Paul de Man Lectures With and Without Words by Josh Maday

paul de man

Flickering strobe lights and loud music cross-pollinated inside the lecture theater. A man, Paul de Man, sat at a desk with two pillars of books standing on either side of the work area in front of him. A large screen on the wall behind him showed a live video feed of his actions. Paul de Man sat at the desk, his chair sometimes tucked in tightly underneath him and other times pushed back so that he had to lean forward to continue slicing feverishly with his scissors. He had already been working for some time when his students entered, sat, and watched as he sliced apart a copy of Nietzsche’s The Gay Science without speaking.

First, he cut the aphorisms unto themselves. Then he cut away passages that interested him. And those that bored him. Soon he separated the paragraphs. Next: sentences. In the end, he performed the violent schism of words, isolating each from the others, reducing the following texts to their elemental state: Rousseau’s The Social Contract, Confessions, Nietzsche’s The Birth of Tragedy, The Will to Power, Rilke’s Sonnets to Orpheus, The Book of Images, Heidegger’s Being and Time, Austin’s Philosophical Papers, Kant’s Critique of Pure Reason, Perpetual Peace, Proust’s In Search of Lost Time, Blake’s The Marriage of Heaven and Hell. Paul de Man chopped and slit and sheared and razored the pages, tossing aside the spine and cover carcasses. Every few minutes, he looked upon the orgy of dismembered ideas and emotion piled on the table in front of him and shuddered.

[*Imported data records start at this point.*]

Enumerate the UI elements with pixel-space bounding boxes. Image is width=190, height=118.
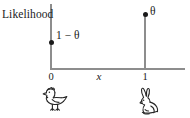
data-point-at-zero xyxy=(49,40,54,45)
chicken-icon xyxy=(38,84,72,116)
stem-at-one xyxy=(144,14,146,69)
x-axis-label: x xyxy=(92,70,106,82)
data-label-at-zero: 1 − θ xyxy=(56,29,80,41)
y-axis-label: Likelihood xyxy=(2,8,53,20)
stem-at-zero xyxy=(50,42,52,69)
x-axis-line xyxy=(50,68,185,70)
likelihood-stem-plot: Likelihood 1 − θ θ 0 1 x xyxy=(0,0,190,118)
x-tick-label-one: 1 xyxy=(138,71,152,82)
rabbit-icon xyxy=(132,85,168,117)
data-label-at-one: θ xyxy=(150,5,156,17)
data-point-at-one xyxy=(143,12,148,17)
x-tick-label-zero: 0 xyxy=(44,71,58,82)
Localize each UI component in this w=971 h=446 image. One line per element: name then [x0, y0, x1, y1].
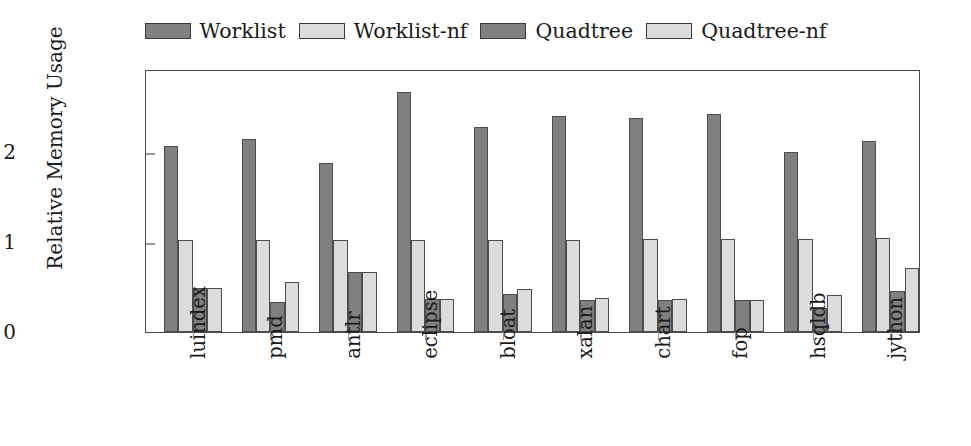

Paul de Man disregarded the eyes needling into his mind, in search of an explanation. He felt them peel into his image on the screen while he sat untouched and intact. Still, Paul de Man felt naked, exposed by every flash of light, over and over. He took off his clothes. The strobe light chopped his naked body in time, chattered his movement through space, rendering a spectacle of 30 Paul de Man’s per second. The students grew disoriented and impotent and nauseous. Finished with this infinite excision, Paul de Man stood and swiped his arms across the desk, sending a snowfall of lingual confetti fluttering to the floor.

People started getting sick. Paul de Man rubbed glue all over his body amidst the sound of vomiting. He lay his tacky body down in the mental dander and rolled around, thrashing his limbs and his intellect about. The music reached crescendo. Retinas burned out. Agony broke loose throughout the lecture theater. Paul de Man stood: his body clothed, covered, coated in the words of Nietzsche, Rousseau, Blake, Proust, and everyone everywhere. He swayed in the stuttering darkness. Shuffling imperceptibly. Feeling the langue crawl up between his toes. He listened to the sick moaning and heaving in his audience, out there, between the flashes. A smile pulled at the corner of his mouth. Paul de Man approached the video camera. His naked wordy chest came flickering into focus on the screen. His nipples said (certain) (words) (yet) (again) (perhaps) (always) (death). Class dismissed.

Bio:

Josh Maday lives a few miles outside of New York City, in Saginaw, Michigan. He blogs at a place somewhere. He does not know when to stop.